Jude, delving in the starboard after-cabin, came out holding up something. It was a pair of boots, women’s, patent leather with white suede tops and heels three inches high.
“Look at them things!” said Jude with a burst of suppressed laughter.
“A girl’s boots,” said Ratcliffe. “Try them on, Jude.”
“If I wore them things,” said Jude, “I’d have to walk on my hands. There’s dead loads more of stuff, and the place smells as if a polecat had been living there.”
Ratcliffe stuck his head into the little cabin. It reeked of California poppy as though a bottle of it had been upset, California poppy and cosmetic scents. Clothes were lying about in disorder; a woman’s white yachting cap, deck shoes, lingerie, bursting like froth out of a cabin trunk, gave added touch to the hysterical distraction of the scene.
One could see her, the woman, rushing about saving or collecting her valuables, leaving everything else, and calling on the gods to witness that she would never set foot again on another small yacht for a pleasure cruise among the islands.

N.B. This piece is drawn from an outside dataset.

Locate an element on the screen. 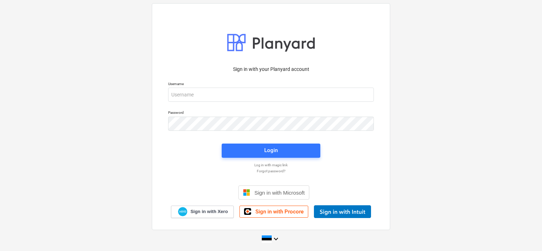 The width and height of the screenshot is (542, 251). a: Log in with magic link is located at coordinates (271, 165).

Jude picked out a frilled garment from the lingerie box, looked at it, rolled it up, and cast it with a chuckle into the bunk, then she reached up and opened the little port.
Ratcliffe left her pursuing her investigations, attracted by the whoops of Satan, who seemed pursuing things about the deck.
Satan, with his hair wild and his eyes ablaze, had rapidly sampled his treasure. Everything he wanted had been left. Had he found the Nombre de Dios with gold to her hatches, it is doubtful if his excitement would have been so intense.